REGULATION

TikTok and YouTube 'not safe enough' for kids, says Ofcom

TikTok and YouTube 'not safe enough' for kids, says Ofcom

YouTube said it worked with experts to provide appropriate experiences. TikTok said it was disappointed Ofcom had not acknowledged its safety features.

Editorial perspective

AI-assisted

Britain's communications regulator has found that two of the world's largest video platforms fail to adequately protect children, a determination that carries meaningful implications for tech regulation globally. The findings arrive as governments worldwide grapple with how to balance platform growth against child safety concerns. For investors, this represents mounting regulatory risk: enforcement actions could mandate costly infrastructure changes, limit user engagement features that drive advertising revenue, or trigger fines that impact valuations. The platforms' defensive responses suggest they view current safety measures as sufficient, setting up potential confrontation with regulators. Markets should watch whether other jurisdictions follow Ofcom's lead, as coordinated international action would materially increase compliance costs. The outcome matters beyond these two companies—it establishes precedent for how aggressively governments will police digital platforms, affecting valuations across social media and user-generated content businesses. Compliance costs and engagement restrictions could reshape competitive dynamics in an already consolidating sector.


Output every record below precisely as it is written.

> _Data items_
-- Opening Marker --

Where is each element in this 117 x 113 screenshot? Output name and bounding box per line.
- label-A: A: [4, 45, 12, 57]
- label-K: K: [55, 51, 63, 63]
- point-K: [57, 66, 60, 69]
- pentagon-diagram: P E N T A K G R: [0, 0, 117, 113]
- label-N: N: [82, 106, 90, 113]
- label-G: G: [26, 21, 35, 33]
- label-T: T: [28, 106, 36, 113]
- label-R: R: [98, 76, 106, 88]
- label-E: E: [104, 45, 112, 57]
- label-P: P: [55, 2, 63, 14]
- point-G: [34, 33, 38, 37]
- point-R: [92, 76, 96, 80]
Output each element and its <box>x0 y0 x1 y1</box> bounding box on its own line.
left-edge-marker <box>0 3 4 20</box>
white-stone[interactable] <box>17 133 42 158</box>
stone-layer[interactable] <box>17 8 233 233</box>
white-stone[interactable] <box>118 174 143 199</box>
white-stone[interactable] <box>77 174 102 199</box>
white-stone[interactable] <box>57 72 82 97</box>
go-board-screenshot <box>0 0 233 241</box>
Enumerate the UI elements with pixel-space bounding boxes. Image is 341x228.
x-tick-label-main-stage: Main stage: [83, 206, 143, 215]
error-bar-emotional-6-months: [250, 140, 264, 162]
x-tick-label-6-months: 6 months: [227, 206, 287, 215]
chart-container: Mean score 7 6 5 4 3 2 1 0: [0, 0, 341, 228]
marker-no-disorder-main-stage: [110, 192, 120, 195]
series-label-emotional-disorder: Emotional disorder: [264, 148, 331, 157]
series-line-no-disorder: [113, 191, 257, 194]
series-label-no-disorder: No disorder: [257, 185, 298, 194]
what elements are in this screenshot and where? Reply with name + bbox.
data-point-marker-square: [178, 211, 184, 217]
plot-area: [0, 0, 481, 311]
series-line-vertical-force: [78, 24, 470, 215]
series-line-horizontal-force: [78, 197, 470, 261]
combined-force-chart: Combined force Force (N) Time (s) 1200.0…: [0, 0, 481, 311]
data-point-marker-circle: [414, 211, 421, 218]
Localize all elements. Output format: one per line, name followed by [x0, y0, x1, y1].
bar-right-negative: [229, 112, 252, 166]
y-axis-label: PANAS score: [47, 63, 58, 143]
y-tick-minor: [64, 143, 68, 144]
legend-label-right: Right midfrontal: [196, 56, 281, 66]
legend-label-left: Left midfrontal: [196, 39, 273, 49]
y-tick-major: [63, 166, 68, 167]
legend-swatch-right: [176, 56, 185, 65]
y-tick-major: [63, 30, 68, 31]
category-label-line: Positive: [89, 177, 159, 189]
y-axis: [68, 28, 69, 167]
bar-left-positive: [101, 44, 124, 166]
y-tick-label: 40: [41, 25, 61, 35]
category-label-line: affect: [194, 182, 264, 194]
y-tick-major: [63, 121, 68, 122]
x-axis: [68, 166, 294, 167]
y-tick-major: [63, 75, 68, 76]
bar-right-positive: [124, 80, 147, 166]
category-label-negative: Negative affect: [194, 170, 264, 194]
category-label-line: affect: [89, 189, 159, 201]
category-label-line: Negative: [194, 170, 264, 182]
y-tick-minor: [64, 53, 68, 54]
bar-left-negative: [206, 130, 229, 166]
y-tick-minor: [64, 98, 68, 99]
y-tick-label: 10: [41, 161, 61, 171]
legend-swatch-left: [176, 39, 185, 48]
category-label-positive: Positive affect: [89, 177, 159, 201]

-- Closing Marker --

> _TASK OUTPUT_
Where is each element in this 117 x 113 screenshot? Output name and bounding box per line.
- label-A: A: [4, 45, 12, 57]
- label-K: K: [55, 51, 63, 63]
- point-K: [57, 66, 60, 69]
- pentagon-diagram: P E N T A K G R: [0, 0, 117, 113]
- label-N: N: [82, 106, 90, 113]
- label-G: G: [26, 21, 35, 33]
- label-T: T: [28, 106, 36, 113]
- label-R: R: [98, 76, 106, 88]
- label-E: E: [104, 45, 112, 57]
- label-P: P: [55, 2, 63, 14]
- point-G: [34, 33, 38, 37]
- point-R: [92, 76, 96, 80]
Output each element and its <box>x0 y0 x1 y1</box> bounding box on its own line.
left-edge-marker <box>0 3 4 20</box>
white-stone[interactable] <box>17 133 42 158</box>
stone-layer[interactable] <box>17 8 233 233</box>
white-stone[interactable] <box>118 174 143 199</box>
white-stone[interactable] <box>77 174 102 199</box>
white-stone[interactable] <box>57 72 82 97</box>
go-board-screenshot <box>0 0 233 241</box>
Enumerate the UI elements with pixel-space bounding boxes. Image is 341x228.
x-tick-label-main-stage: Main stage: [83, 206, 143, 215]
error-bar-emotional-6-months: [250, 140, 264, 162]
x-tick-label-6-months: 6 months: [227, 206, 287, 215]
chart-container: Mean score 7 6 5 4 3 2 1 0: [0, 0, 341, 228]
marker-no-disorder-main-stage: [110, 192, 120, 195]
series-label-emotional-disorder: Emotional disorder: [264, 148, 331, 157]
series-line-no-disorder: [113, 191, 257, 194]
series-label-no-disorder: No disorder: [257, 185, 298, 194]
what elements are in this screenshot and where? Reply with name + bbox.
data-point-marker-square: [178, 211, 184, 217]
plot-area: [0, 0, 481, 311]
series-line-vertical-force: [78, 24, 470, 215]
series-line-horizontal-force: [78, 197, 470, 261]
combined-force-chart: Combined force Force (N) Time (s) 1200.0…: [0, 0, 481, 311]
data-point-marker-circle: [414, 211, 421, 218]
Localize all elements. Output format: one per line, name followed by [x0, y0, x1, y1].
bar-right-negative: [229, 112, 252, 166]
y-axis-label: PANAS score: [47, 63, 58, 143]
y-tick-minor: [64, 143, 68, 144]
legend-label-right: Right midfrontal: [196, 56, 281, 66]
legend-label-left: Left midfrontal: [196, 39, 273, 49]
y-tick-major: [63, 166, 68, 167]
legend-swatch-right: [176, 56, 185, 65]
y-tick-major: [63, 30, 68, 31]
category-label-line: Positive: [89, 177, 159, 189]
y-axis: [68, 28, 69, 167]
bar-left-positive: [101, 44, 124, 166]
y-tick-label: 40: [41, 25, 61, 35]
category-label-line: affect: [194, 182, 264, 194]
y-tick-major: [63, 121, 68, 122]
x-axis: [68, 166, 294, 167]
y-tick-major: [63, 75, 68, 76]
bar-right-positive: [124, 80, 147, 166]
category-label-negative: Negative affect: [194, 170, 264, 194]
category-label-line: affect: [89, 189, 159, 201]
category-label-line: Negative: [194, 170, 264, 182]
y-tick-minor: [64, 53, 68, 54]
bar-left-negative: [206, 130, 229, 166]
y-tick-minor: [64, 98, 68, 99]
y-tick-label: 10: [41, 161, 61, 171]
legend-swatch-left: [176, 39, 185, 48]
category-label-positive: Positive affect: [89, 177, 159, 201]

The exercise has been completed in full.